In the current issue of Imprimis Anthony Daniels tells of his work as doctor and psychiatrist among social welfare recipients in England. In it he follows a line of thought familiar enough from other conservative thinkers. Increased generosity on the part of the state leads to increased dependence on the part of citizens, and spawns an unrealistic mindset of entitlement, the helpless expectation that the government can and must step in whenever anything is amiss. If fact, one might even speculate that the state’s altruism is ultimately self-serving, a ruse on the part of the government to create demand for it’s own expansionist and totalizing aims. In all, it’s a shocking read, if you, like me, don’t tend to follow these sorts of stories. And since I don’t, I can’t say I am qualified to assess the doctor's diagnosis. Though I find it improbable that such a long-standing and contested matter as the role of the state in providing for its citizens should be so clear as he presents it, I think his is a voice we ought to hear.
I can, however, use one tantalizing aside he makes to pronounce again on an altogether different matter that I have been following, viz. whether violence, as Stephen Pinker would have it, is on the decline. I present here Daniels’ concluding anecdote:
I can, however, use one tantalizing aside he makes to pronounce again on an altogether different matter that I have been following, viz. whether violence, as Stephen Pinker would have it, is on the decline. I present here Daniels’ concluding anecdote:
I had been asked by the courts to examine a young woman, aged 18, who was accused of having attacked and injured her 90-year-old great-grandmother, with whom she lived, while under the influence of alcohol and cannabis. She had broken her great-grandmother’s femur, but fortunately it did not prove fatal. (Incidentally, the homicide rate, it is said, would be five times higher than it is if we used the same medical techniques as were used in 1960.) I asked the young woman in the course of my examination whether her mother had ever been in trouble with the police.
“Yes,” she replied.
“What for?” I asked.
“Well, she was on the social,” she said—“on the social” in English argot means receiving welfare payments—“and she was working.”
“What happened?” I asked. “She had to stop working.”
She said this as if it was so obvious that my question must be that of a mental defective. Work is for pocket money, the public dole is the means by which one lives.
While skimming toward the end I had to stop for a double-take. The homicide rate, it is said, would be five times higher that it is if we used the same medical techniques as were used in 1960. And what, I asked myself, are Jared Diamond’s estimates for homicide in primitive societies again?
Referred to that base population, the homicide rate for the !Kung works out to 29 homicides per 100,000 person-years, which is triple the homicide rate for the United States and 10 to 30 times the rates for Canada, Britain, France, and Germany.
Diamond, Jared (2012-12-31). The World Until Yesterday: What Can We Learn from Traditional Societies? (pp. 287-288). Penguin Group US. Kindle Edition.
So if we correct for medical advances over the last half-century, the !Kung homicide rate is more like half the current rate in America, and only 2 to 6 times higher than in Canada, Britain, France and Germany. Now when I last considered Pinker's work on violence, I was skeptical of his analysis of casualties in bloody conflicts, but felt his assessment of decline in homicide would hold up pretty well to scrutiny. Now I'm not so sure.
And what if we factor these medical advances into war casualty statistics? Would the 55 million dead in World War II become 275 million? When I reworked Pinker’s data from page 195 of The Better Angels of Our Nature to compare annual—as opposed to raw—death toll scaled to global population from bloody episodes in history I found that WWII, at 9 million per year, still fell far short of the An Lushan Revolt, at 54 million per year. This led me to doubt, with others, the soundness of Pinker’s data and wonder whether we might consider discarding outliers as is commonly done in looking for statistical trends.
But now it would appear that while those to considerations might further strengthen my case, they might not be necessary at all. If 10 years after the end of WWII medical technology was as Daniels describes it, then how much better was it in 1945 than in the 8th century? Another factor of five or six in preventing deaths would completely close that gap, and moreover show our penchant for private acts of aggression to be as strong as ever.
And what if we factor these medical advances into war casualty statistics? Would the 55 million dead in World War II become 275 million? When I reworked Pinker’s data from page 195 of The Better Angels of Our Nature to compare annual—as opposed to raw—death toll scaled to global population from bloody episodes in history I found that WWII, at 9 million per year, still fell far short of the An Lushan Revolt, at 54 million per year. This led me to doubt, with others, the soundness of Pinker’s data and wonder whether we might consider discarding outliers as is commonly done in looking for statistical trends.
But now it would appear that while those to considerations might further strengthen my case, they might not be necessary at all. If 10 years after the end of WWII medical technology was as Daniels describes it, then how much better was it in 1945 than in the 8th century? Another factor of five or six in preventing deaths would completely close that gap, and moreover show our penchant for private acts of aggression to be as strong as ever.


> [Task goal]: Word for word, copy out the entries below, but not the pictures in them.

>>

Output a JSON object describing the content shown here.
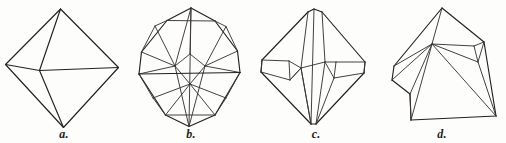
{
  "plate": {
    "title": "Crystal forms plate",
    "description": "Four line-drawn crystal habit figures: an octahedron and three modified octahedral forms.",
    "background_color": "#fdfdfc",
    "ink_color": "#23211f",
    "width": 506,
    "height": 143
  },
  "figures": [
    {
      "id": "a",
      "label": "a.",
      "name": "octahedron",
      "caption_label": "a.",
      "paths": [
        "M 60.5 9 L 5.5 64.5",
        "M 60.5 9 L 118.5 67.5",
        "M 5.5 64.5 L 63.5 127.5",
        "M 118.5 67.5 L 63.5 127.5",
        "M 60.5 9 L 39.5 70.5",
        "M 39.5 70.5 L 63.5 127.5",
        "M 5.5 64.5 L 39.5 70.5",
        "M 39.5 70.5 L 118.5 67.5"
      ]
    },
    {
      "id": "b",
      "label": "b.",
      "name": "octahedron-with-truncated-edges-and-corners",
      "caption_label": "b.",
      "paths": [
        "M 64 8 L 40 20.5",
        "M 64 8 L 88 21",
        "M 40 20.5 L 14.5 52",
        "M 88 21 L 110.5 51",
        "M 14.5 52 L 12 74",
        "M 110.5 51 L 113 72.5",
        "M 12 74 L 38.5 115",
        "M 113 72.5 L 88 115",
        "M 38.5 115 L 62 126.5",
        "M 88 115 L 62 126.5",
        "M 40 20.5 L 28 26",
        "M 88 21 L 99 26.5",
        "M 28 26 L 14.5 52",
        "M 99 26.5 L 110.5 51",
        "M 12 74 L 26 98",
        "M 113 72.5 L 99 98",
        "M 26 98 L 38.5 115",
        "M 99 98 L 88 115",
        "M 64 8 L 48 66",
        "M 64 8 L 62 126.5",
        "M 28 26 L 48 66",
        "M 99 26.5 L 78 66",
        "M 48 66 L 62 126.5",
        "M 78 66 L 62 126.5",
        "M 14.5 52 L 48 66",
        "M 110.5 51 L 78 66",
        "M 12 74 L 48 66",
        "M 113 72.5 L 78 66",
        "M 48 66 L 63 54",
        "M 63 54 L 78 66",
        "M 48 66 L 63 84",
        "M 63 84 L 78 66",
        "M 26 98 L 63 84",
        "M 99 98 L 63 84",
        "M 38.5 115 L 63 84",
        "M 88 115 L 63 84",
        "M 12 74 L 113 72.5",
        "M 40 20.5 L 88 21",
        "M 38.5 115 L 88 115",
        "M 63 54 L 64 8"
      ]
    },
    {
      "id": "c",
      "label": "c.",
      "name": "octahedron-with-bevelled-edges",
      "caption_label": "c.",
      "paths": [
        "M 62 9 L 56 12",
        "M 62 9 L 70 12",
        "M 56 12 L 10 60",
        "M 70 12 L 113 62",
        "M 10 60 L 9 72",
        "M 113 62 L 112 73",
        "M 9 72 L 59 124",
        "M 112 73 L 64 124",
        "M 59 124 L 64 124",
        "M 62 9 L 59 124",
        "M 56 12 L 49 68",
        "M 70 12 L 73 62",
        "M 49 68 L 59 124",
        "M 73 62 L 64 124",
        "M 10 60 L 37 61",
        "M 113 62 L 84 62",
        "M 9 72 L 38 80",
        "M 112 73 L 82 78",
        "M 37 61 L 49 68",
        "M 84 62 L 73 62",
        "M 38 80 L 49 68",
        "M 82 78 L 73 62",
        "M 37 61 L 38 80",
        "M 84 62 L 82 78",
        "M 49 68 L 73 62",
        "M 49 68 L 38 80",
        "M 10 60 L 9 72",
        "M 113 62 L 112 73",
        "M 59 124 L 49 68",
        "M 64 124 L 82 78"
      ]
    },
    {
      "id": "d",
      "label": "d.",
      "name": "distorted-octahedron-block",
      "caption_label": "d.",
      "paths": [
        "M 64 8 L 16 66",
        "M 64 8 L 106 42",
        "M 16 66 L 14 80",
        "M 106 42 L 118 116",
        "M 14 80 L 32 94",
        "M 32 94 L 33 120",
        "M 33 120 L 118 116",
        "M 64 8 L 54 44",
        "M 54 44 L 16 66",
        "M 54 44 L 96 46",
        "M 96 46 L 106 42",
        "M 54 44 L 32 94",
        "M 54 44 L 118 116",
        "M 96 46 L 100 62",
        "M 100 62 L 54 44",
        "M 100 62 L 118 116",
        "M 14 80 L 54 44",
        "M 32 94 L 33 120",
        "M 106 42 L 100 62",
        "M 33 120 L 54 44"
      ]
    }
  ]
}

<<

> [Answer box]:
Output a JSON object describing the content shown here.
{
  "plate": {
    "title": "Crystal forms plate",
    "description": "Four line-drawn crystal habit figures: an octahedron and three modified octahedral forms.",
    "background_color": "#fdfdfc",
    "ink_color": "#23211f",
    "width": 506,
    "height": 143
  },
  "figures": [
    {
      "id": "a",
      "label": "a.",
      "name": "octahedron",
      "caption_label": "a.",
      "paths": [
        "M 60.5 9 L 5.5 64.5",
        "M 60.5 9 L 118.5 67.5",
        "M 5.5 64.5 L 63.5 127.5",
        "M 118.5 67.5 L 63.5 127.5",
        "M 60.5 9 L 39.5 70.5",
        "M 39.5 70.5 L 63.5 127.5",
        "M 5.5 64.5 L 39.5 70.5",
        "M 39.5 70.5 L 118.5 67.5"
      ]
    },
    {
      "id": "b",
      "label": "b.",
      "name": "octahedron-with-truncated-edges-and-corners",
      "caption_label": "b.",
      "paths": [
        "M 64 8 L 40 20.5",
        "M 64 8 L 88 21",
        "M 40 20.5 L 14.5 52",
        "M 88 21 L 110.5 51",
        "M 14.5 52 L 12 74",
        "M 110.5 51 L 113 72.5",
        "M 12 74 L 38.5 115",
        "M 113 72.5 L 88 115",
        "M 38.5 115 L 62 126.5",
        "M 88 115 L 62 126.5",
        "M 40 20.5 L 28 26",
        "M 88 21 L 99 26.5",
        "M 28 26 L 14.5 52",
        "M 99 26.5 L 110.5 51",
        "M 12 74 L 26 98",
        "M 113 72.5 L 99 98",
        "M 26 98 L 38.5 115",
        "M 99 98 L 88 115",
        "M 64 8 L 48 66",
        "M 64 8 L 62 126.5",
        "M 28 26 L 48 66",
        "M 99 26.5 L 78 66",
        "M 48 66 L 62 126.5",
        "M 78 66 L 62 126.5",
        "M 14.5 52 L 48 66",
        "M 110.5 51 L 78 66",
        "M 12 74 L 48 66",
        "M 113 72.5 L 78 66",
        "M 48 66 L 63 54",
        "M 63 54 L 78 66",
        "M 48 66 L 63 84",
        "M 63 84 L 78 66",
        "M 26 98 L 63 84",
        "M 99 98 L 63 84",
        "M 38.5 115 L 63 84",
        "M 88 115 L 63 84",
        "M 12 74 L 113 72.5",
        "M 40 20.5 L 88 21",
        "M 38.5 115 L 88 115",
        "M 63 54 L 64 8"
      ]
    },
    {
      "id": "c",
      "label": "c.",
      "name": "octahedron-with-bevelled-edges",
      "caption_label": "c.",
      "paths": [
        "M 62 9 L 56 12",
        "M 62 9 L 70 12",
        "M 56 12 L 10 60",
        "M 70 12 L 113 62",
        "M 10 60 L 9 72",
        "M 113 62 L 112 73",
        "M 9 72 L 59 124",
        "M 112 73 L 64 124",
        "M 59 124 L 64 124",
        "M 62 9 L 59 124",
        "M 56 12 L 49 68",
        "M 70 12 L 73 62",
        "M 49 68 L 59 124",
        "M 73 62 L 64 124",
        "M 10 60 L 37 61",
        "M 113 62 L 84 62",
        "M 9 72 L 38 80",
        "M 112 73 L 82 78",
        "M 37 61 L 49 68",
        "M 84 62 L 73 62",
        "M 38 80 L 49 68",
        "M 82 78 L 73 62",
        "M 37 61 L 38 80",
        "M 84 62 L 82 78",
        "M 49 68 L 73 62",
        "M 49 68 L 38 80",
        "M 10 60 L 9 72",
        "M 113 62 L 112 73",
        "M 59 124 L 49 68",
        "M 64 124 L 82 78"
      ]
    },
    {
      "id": "d",
      "label": "d.",
      "name": "distorted-octahedron-block",
      "caption_label": "d.",
      "paths": [
        "M 64 8 L 16 66",
        "M 64 8 L 106 42",
        "M 16 66 L 14 80",
        "M 106 42 L 118 116",
        "M 14 80 L 32 94",
        "M 32 94 L 33 120",
        "M 33 120 L 118 116",
        "M 64 8 L 54 44",
        "M 54 44 L 16 66",
        "M 54 44 L 96 46",
        "M 96 46 L 106 42",
        "M 54 44 L 32 94",
        "M 54 44 L 118 116",
        "M 96 46 L 100 62",
        "M 100 62 L 54 44",
        "M 100 62 L 118 116",
        "M 14 80 L 54 44",
        "M 32 94 L 33 120",
        "M 106 42 L 100 62",
        "M 33 120 L 54 44"
      ]
    }
  ]
}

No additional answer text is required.